Tom Stellard
2013-Oct-19 02:07 UTC
[LLVMdev] Downstream distributions as first class citizens in the LLVM repository
On Sat, Oct 19, 2013 at 06:47:51AM +0700, "C. Bergstr?m" wrote:> <snip /> > > May I just add a few points > > 1) Won't get rid of forks - ever.. forget it > 2) Branches are "free" - having a single branch for dumping things is > unlikely to suit the needs of all the work by everyoneI think that having a single stable branch would be the most efficient way to track bug fixes for older versions, and help reduce the maintenance burden on people distributing LLVM. If the stable branch doesn't suit someone's needs then they can still maintain their own branches using the stable branch as a base. This would be my preference. That being said, I think the multiple vendor branches would still be an improvement over what we have now, and I would sign up for a Mesa branch if this is the way the community decides to go. -Tom> 3) Having things consolidated in one more or less easy to find place is > better than all over the damn place.> ------------ > I'd vote to give FBSD and anyone "reasonable" a branch to contribute > whatever they feel is worth it.
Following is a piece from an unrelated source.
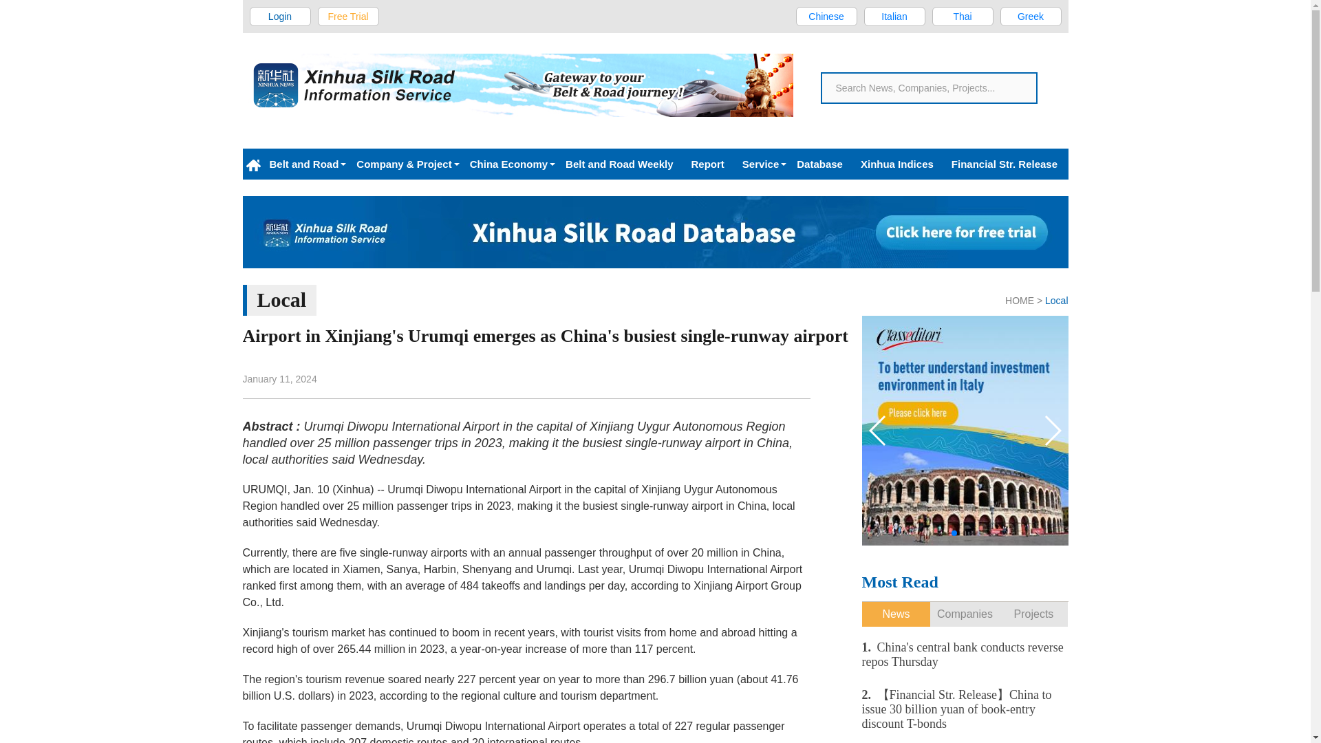  I want to click on Italian, so click(894, 16).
Assuming FreeBSD agrees to keep this > "upstream" branch in align with whatever they have in the ports tree - > it makes the patches they are carrying a lot more visible and > /potentially/ easier for keeping in sync with upstream. > > Can anyone from NetBSD or FreeBSD chime in on this - would it be a > reasonable request for ports + the branch to stay in sync? > > _______________________________________________ > LLVM Developers mailing list > LLVMdev at cs.uiuc.edu http://llvm.cs.uiuc.edu > http://lists.cs.uiuc.edu/mailman/listinfo/llvmdev
Chris Lattner
2013-Oct-19 03:37 UTC
[LLVMdev] Downstream distributions as first class citizens in the LLVM repository
On Oct 18, 2013, at 7:07 PM, Tom Stellard <tom at stellard.net> wrote:> On Sat, Oct 19, 2013 at 06:47:51AM +0700, "C. Bergstr?m" wrote: >> <snip /> >> >> May I just add a few points >> >> 1) Won't get rid of forks - ever.. forget it >> 2) Branches are "free" - having a single branch for dumping things is >> unlikely to suit the needs of all the work by everyone > > I think that having a single stable branch would be the most efficient way to > track bug fixes for older versions, and help reduce the maintenance > burden on people distributing LLVM. If the stable branch doesn't suit > someone's needs then they can still maintain their own branches using the > stable branch as a base. This would be my preference.I agree. I don't see how a concept of "official vendor branches" is better than the concept of "stable" branches that take bugfixes. I think it would be simple and work well to just have vendors ask to get patches merged into 3.3.x or 3.4.x (whichever they are based on) stabilization branches, and then do their releases from that. -Chris -------------- next part -------------- An HTML attachment was scrubbed... URL: <http://lists.llvm.org/pipermail/llvm-dev/attachments/20131018/8573e406/attachment.html>
David Chisnall
2013-Oct-19 09:11 UTC
[LLVMdev] Downstream distributions as first class citizens in the LLVM repository
On 19 Oct 2013, at 04:37, Chris Lattner <clattner at apple.com> wrote:> I agree. I don't see how a concept of "official vendor branches" is better than the concept of "stable" branches that take bugfixes. I think it would be simple and work well to just have vendors ask to get patches merged into 3.3.x or 3.4.x (whichever they are based on) stabilization branches, and then do their releases from that.In the FreeBSD tree, we would happily take a patch that fixed a bug that appeared on FreeBSD, even if it caused unacceptable performance regressions on OS X (for example). I would not expect an LLVM stable branch to do the same. We also have potentially different requirements for ABI stability. We intend to ship clang, LLDB, and some binutils-like tools linked against LLVM libraries, but we explicitly do not support linking anything outside the base system against these libraries, and upgrades to the base system happen atomically. This means that we'd be happy with ABI breakage, as long as APIs used by these components were unchanged (or were simultaneously updated). In contrast, one of the goals of the stable branch that we discussed would be ABI stability. I'm not entirely sure that there is a big advantage to having the FreeBSD-LLVM[1] in the LLVM tree. We import a snapshot of LLVM into the vendor branch in the FreeBSD tree and then merge it. It's quite easy for us to see any locally-applied diffs. Copying there from some LLVM-hosted svn branch wouldn't be any easier than copying there from trunk. David [1] We actually have a few forks of LLVM in various Perforce branches and git repositories with experimental features too, although most of those are intended to be merged upstream eventually.